Showing posts with label Ex-Jugoslavia. Show all posts
Showing posts with label Ex-Jugoslavia. Show all posts

March 31, 2018

Grencsó Tickmayer Duo ‎– Chamber Music (1990, LP, Ex-Jugoslavia)

This rare 1990 LP is the fruit of a collaboration between several individuals related to the Vojvodina area in Serbia, then a part of Yugoslavia. Pianist and composer István Kovács-Tickmayer, aka Stevan Kovacs Tickmayer, was born in 1963 of Hungarian origin in Nový Sad, the capital of Vojvodina. Kovacs Tickmayer founded Tickmayer Formatio in 1986 and relocated to France in 1991 to become the official composer of Josef Nadj’s dance performances in Orleans, France, and on tour, along members of the Formatio. The producer of this disc, choreographer Nagy József, aka Josef Nadj, was born in 1957 in Kanjiža, a Magyar-speaking town of Vojvodina. Kovács-Tickmayer met Hungarian saxophonist GrencsóIstván, aka Stevan Grencso, born 1956, during the 1980s, while playing with Hungarian improvisers from Nový Sad and Budapest. At the time, Stevan Grencso played in Hungarian free jazz bands Masina Jazz Group, founded in 1979, and Kollektiva, founded in 1984.

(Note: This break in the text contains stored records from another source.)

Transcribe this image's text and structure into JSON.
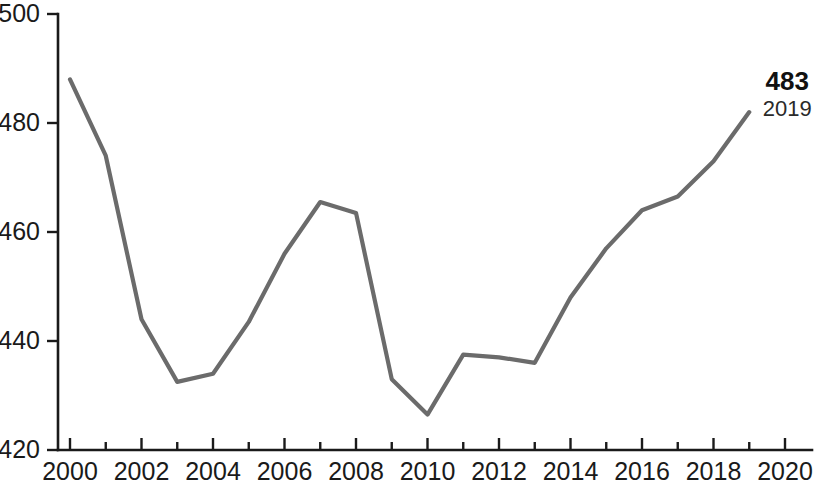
{
  "chart_data": {
    "type": "line",
    "title": "",
    "subtitle": "",
    "xlabel": "",
    "ylabel": "",
    "x": [
      2000,
      2001,
      2002,
      2003,
      2004,
      2005,
      2006,
      2007,
      2008,
      2009,
      2010,
      2011,
      2012,
      2013,
      2014,
      2015,
      2016,
      2017,
      2018,
      2019
    ],
    "values": [
      488,
      474,
      444,
      432.5,
      434,
      443.5,
      456,
      465.5,
      463.5,
      433,
      426.5,
      437.5,
      437,
      436,
      448,
      457,
      464,
      466.5,
      473,
      482
    ],
    "series": [
      {
        "name": "series-1",
        "values": [
          488,
          474,
          444,
          432.5,
          434,
          443.5,
          456,
          465.5,
          463.5,
          433,
          426.5,
          437.5,
          437,
          436,
          448,
          457,
          464,
          466.5,
          473,
          482
        ]
      }
    ],
    "xlim": [
      2000,
      2020
    ],
    "ylim": [
      420,
      500
    ],
    "x_ticks": [
      2000,
      2002,
      2004,
      2006,
      2008,
      2010,
      2012,
      2014,
      2016,
      2018,
      2020
    ],
    "x_tick_labels": [
      "2000",
      "2002",
      "2004",
      "2006",
      "2008",
      "2010",
      "2012",
      "2014",
      "2016",
      "2018",
      "2020"
    ],
    "x_minor_ticks": [
      2001,
      2003,
      2005,
      2007,
      2009,
      2011,
      2013,
      2015,
      2017,
      2019
    ],
    "y_ticks": [
      420,
      440,
      460,
      480,
      500
    ],
    "y_tick_labels": [
      "420",
      "440",
      "460",
      "480",
      "500"
    ],
    "grid": false,
    "legend": null,
    "legend_position": "none",
    "line_color": "#6b6b6b",
    "axis_color": "#1a1a1a",
    "background": "#ffffff",
    "annotations": [
      {
        "name": "endpoint-label",
        "value_text": "483",
        "year_text": "2019",
        "at_x": 2019,
        "at_y": 482
      }
    ]
  }
}
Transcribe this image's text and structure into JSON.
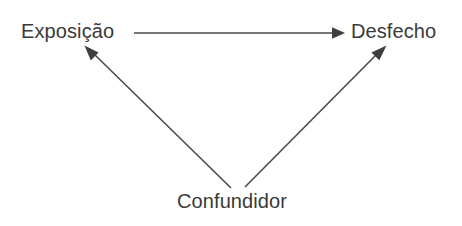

This meeting between Grencso and Kovacs Tickmayer took place during a live performance at Club Petőfi Sándor in Nový Sad (Újvidék in Magyar) on April 27, 1988. The LP was published in France on a short-lived label called Libelulla, of which it is apparently the sole release. The longuest piece here, Chamber Music IVis also the album’s piece de resistance. It starts with a wonderful saxophone+clarinet duet before Kovacs Tickmayer turns to melodica for a wonderfully unusual coupling with the saxophone. The track eschews any reference to free jazz and is indeed close to chamber or contemporary music, if only more timely and meditative.

Side A
A1 Chamber Music I
A2 Chamber Music II
A3 Chamber Music III

Side B 
B1 Chamber Music IV
B2 Chamber Music V

Credits:
István Grencsó: Alto Saxophone, Percussion, Vocals, Piano
 István Kovác Tickmayer: Piano, Harpsichord, Melodica, Bass, Clarinet, Percussionn Kovács 
Engineer: István Koncz
Producer: Josef Nadj
Note: Recorded live 27 April 1988 at Club Petőfi Sándor in Újvidék / Novi Sad

September 09, 2017

Boris Kovac ‎– Profana Liturgija (1991, CD, Serbia)


Tracklist:
1 Introduction : Profound 8:22 
2 Autumn Room : Delighted 13:21 

3 1st Interlude : Pensive 2:29 
4 Folk Prelude : Love Sick 4:48 
5 Scherzo : Loosely, Trivial 4:39 
6 2nd Interlude : Nostalgia 3:30 
7 Sound Archaeology : Misteriously 4:51 
8 Dervish Theme : Trance 13:29 
9 Interludum Circulus : Sacral 3:00


Performed by Ritual Nova Ensemble:
Nenad Vrbaški – violin
Nebojša Pandurović – cello
Veljko Nikolić Nik – sampler/percussion/accordion
Bora Janić – drums
Boris Kovač –reeds/sampler/accordion

Published by ADN, Milano, 1991
"Boris Kovac is one of a handful of modern composers and performers from the region of Hungary, Bulgaria, and Yugoslavia whose names reached Western Europe and America. Strongly influenced by folk music from that region (a fascination he shares with István Mártha and Ernö Király), minimalism, Bela Bartok, and the philosophy of Bela Hamvas (also influential on Hungarian composer Tibor Szemzö), Kovac's music takes multiple forms."- François Couture/All Music Guide

"Music is the last relief between earth and sky. Deus sive natura. Petrol is more expensive today than yesterday. I live in a country called Yugoslavia and sometimes remember my father. Children are singing in the street… The neighbour is drunk… Thanks to all friends and enemies who help my work.

Chris Cutler, ‘Resonance’, London – ‘His composition, like a great release, possessed the spellbinding quality of great folk music: easy virtuosity, attention to the minutiae of expression, unembarrassing pathos… a deep base of audible, almost tactile emotion. Kovac slips easily across that twilight zone where contemporary composition and folk music touch.’